After a visit to the Piedmont Bird Calling Contest on Friday night, as detailed in my last blog post, my weekend took a more serious turn with performances of The National Theatre of Scotland’s Black Watch at the American Conservatory Theater and Beethoven’s Missa Solemnis and an excerpt from Palestrina’s Missa Papae Marcelli at the San Francisco Symphony.
A few words about each:
First, to Davies Symphony Hall. The combined forces of the San Francisco Symphony and Chorus under the baton of Michael Tilson Thomas made a glittering, robust sound and made much of the whopping contrasts between the epic ensemble sections and the sudden quite moments for solo voice and/or violin and quiet accompaniment. Of the soloists, I was  most moved by the performances by mezzo-soprano Sasha Cooke, who’s warm utterance of “et incarnatus est” in the “Credo” movement transported me, and tenor Michael Fabiano. The high-pitched heroic opening to the mass, which sees the tenor “battling the elements” against full orchestra and chorus was chilling. Hearing this tenor made me wish that I could have been at one of his performances of the Beethoven song cycle “An die ferne Geliebte” last week. The performance was preceded by a warm and emotional performance by the a cappella chorus of the “Kyrie,” “Gloria” and “Agnus Dei” movements from Palestrina’s Missa Papae Marcelli. I tend to prefer Palestrina’s works performed on a slightly smaller scale for the sake of intimacy. There were 120 singers on stage for this rendition and under the circumstances, they made a warm, emotional sound and beautifully captured the contours of Palestrina’s writing. The piece made for a somewhat truncated first part to the concert, and yet helped to draw the link between the high Renaissance style and Beethoven’s use of its modes and moods in his great Missa.
Now for some quick thoughts about Black Watch. It’s so often the case that by the time big touring theatre productions make it to San Francisco they are over. By this, I mean that they’ve been seen by audiences everywhere and written about to death. More often than not, the productions feel stale too. Black Watch, a play about a famous Scottish platoon’s rough time backing up the American army during the war in Iraq, dates back to 2006 and has circumnavigated the globe several times since then. Only now is it reaching our quaint little backwater, imported by the American Conservatory Theater. Yet despite the “yesterday’s news” issue, I found myself quite engrossed by the show. Part of its glow stems from the use of the cavernous, military-historied drill hall of the Mission Armory. Beyond that, the whole thing feels more like a surreal ballet than a play. I found this to be refreshing after sitting through countless more character-focused, narrative-based stories about the war in Iraq. It’s harder to tell a story about an entire platoon on stage than it is to draw people in with a compelling tale about a single person or a couple of people. But playwright Gregory Burke and director John Tiffany manage to do so with humor and pathos. The all-male cast dances and sings during the play, giving it a dream-like quality. Â A passage in which one soldier tells a potted history of the famous 42nd Regiment (aka the Black Watch) while being pushed and lifted around by his colleagues as they use him as a model’s dummy upon which to show off how the battalion’s uniform changed over the centuries. It’s a beautiful, lively sequence. Another amazing moment occurs near the start, when the red-topped pool table upon which soldiers have been playing a game in a bar transforms itself into a bloody womb, out of which two newly-minted soldiers rip and tear their way into the narrative. From that moment we realize that this is no easy birth. Only the framework that surrounds the Iraq story, concerning a researcher collecting information from the members of the platoon for a possible movie project, feels superimposed.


▶ **WHAT THIS TASK INVOLVES**
The answer should be one number, the count of lines in the data with "charts".

▶ **DATASET CONTENT**
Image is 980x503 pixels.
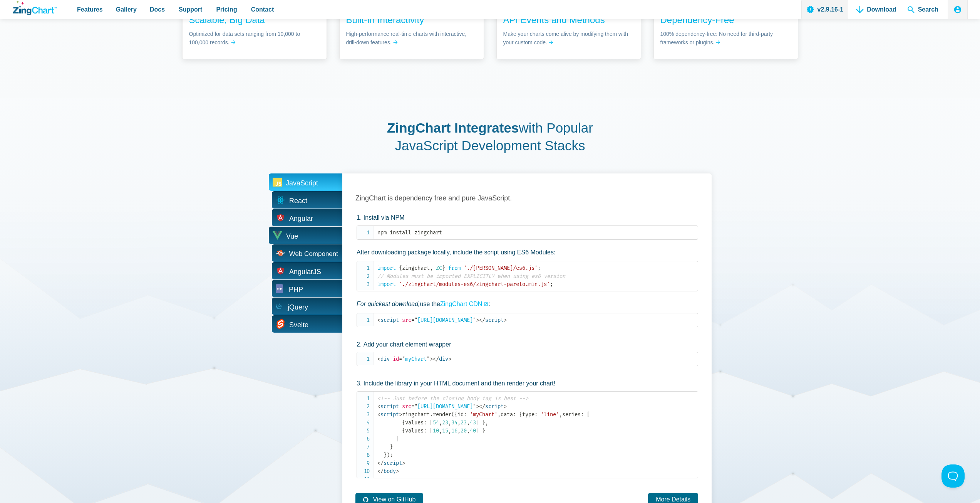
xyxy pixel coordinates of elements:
[377,411,589,458] span: zingchart id data type series values values
[387,452,390,458] span: )
[448,265,461,271] span: from
[503,30,634,47] span: Make your charts come alive by modifying them with your custom code.
[377,281,396,288] span: import
[427,355,430,362] span: "
[377,403,381,410] span: <
[412,403,476,410] span: [URL][DOMAIN_NAME]
[461,419,466,425] span: 23
[442,419,448,425] span: 23
[464,411,466,417] span: :
[377,273,565,279] span: // Modules must be imported EXPLICITLY when using es6 version
[396,435,399,442] span: ]
[587,411,589,417] span: [
[452,427,457,434] span: 16
[479,317,485,323] span: </
[377,355,381,362] span: <
[357,340,698,366] li: Add your chart element wrapper
[377,317,381,323] span: <
[473,403,476,410] span: "
[550,281,553,288] span: ;
[497,411,501,417] span: ,
[504,317,506,323] span: >
[396,467,399,474] span: >
[513,411,516,417] span: :
[430,411,433,417] span: .
[288,284,303,296] span: PHP
[399,265,402,271] span: {
[390,444,392,450] span: }
[535,411,537,417] span: :
[430,427,433,434] span: [
[399,411,402,417] span: >
[287,301,308,313] span: jQuery
[377,411,399,417] span: script
[457,427,461,434] span: ,
[357,378,698,478] li: Include the library in your HTML document and then render your chart!
[430,265,433,271] span: ,
[412,317,476,323] span: [URL][DOMAIN_NAME]
[482,427,485,434] span: }
[377,355,390,362] span: div
[942,464,964,487] iframe: Toggle Customer Support
[470,411,497,417] span: 'myChart'
[433,411,452,417] span: render
[289,194,308,207] span: React
[377,459,402,466] span: script
[482,419,485,425] span: }
[77,5,103,15] span: Features
[452,411,454,417] span: (
[392,355,399,362] span: id
[251,5,274,15] span: Contact
[402,403,412,410] span: src
[457,419,461,425] span: ,
[448,427,452,434] span: ,
[436,265,442,271] span: ZC
[485,419,488,425] span: ,
[276,284,283,293] img: PHP Icon
[377,119,602,154] h2: with Popular JavaScript Development Stacks
[466,419,470,425] span: ,
[433,427,439,434] span: 10
[580,411,584,417] span: :
[479,403,504,410] span: script
[452,419,457,425] span: 34
[13,1,57,15] a: ZingChart Logo. Click to return to the homepage
[289,319,308,330] span: Svelte
[286,177,318,189] span: JavaScript
[448,355,452,362] span: >
[399,355,402,362] span: =
[479,403,485,410] span: </
[433,355,448,362] span: div
[439,419,442,425] span: ,
[289,266,321,278] span: AngularJS
[377,317,399,323] span: script
[661,30,791,47] span: 100% dependency-free: No need for third-party frameworks or plugins.
[464,265,537,271] span: './[PERSON_NAME]/es6.js'
[430,355,433,362] span: >
[412,403,414,410] span: =
[442,265,445,271] span: }
[402,427,405,434] span: {
[357,299,698,309] p: use the :
[377,264,698,288] code: zingchart
[289,250,338,257] span: Web Component
[402,459,405,466] span: >
[440,299,488,309] a: ZingChart CDN
[377,467,383,474] span: </
[383,452,387,458] span: }
[476,403,479,410] span: >
[476,419,479,425] span: ]
[357,300,420,307] em: For quickest download,
[402,317,412,323] span: src
[179,5,203,15] span: Support
[559,411,562,417] span: ,
[346,30,477,47] span: High-performance real-time charts with interactive, drill-down features.
[390,452,392,458] span: ;
[537,265,540,271] span: ;
[433,419,439,425] span: 54
[476,427,479,434] span: ]
[503,15,605,25] a: API Events and Methods
[466,427,470,434] span: ,
[399,355,430,362] span: myChart
[414,403,417,410] span: "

▶ **OUTPUT**
2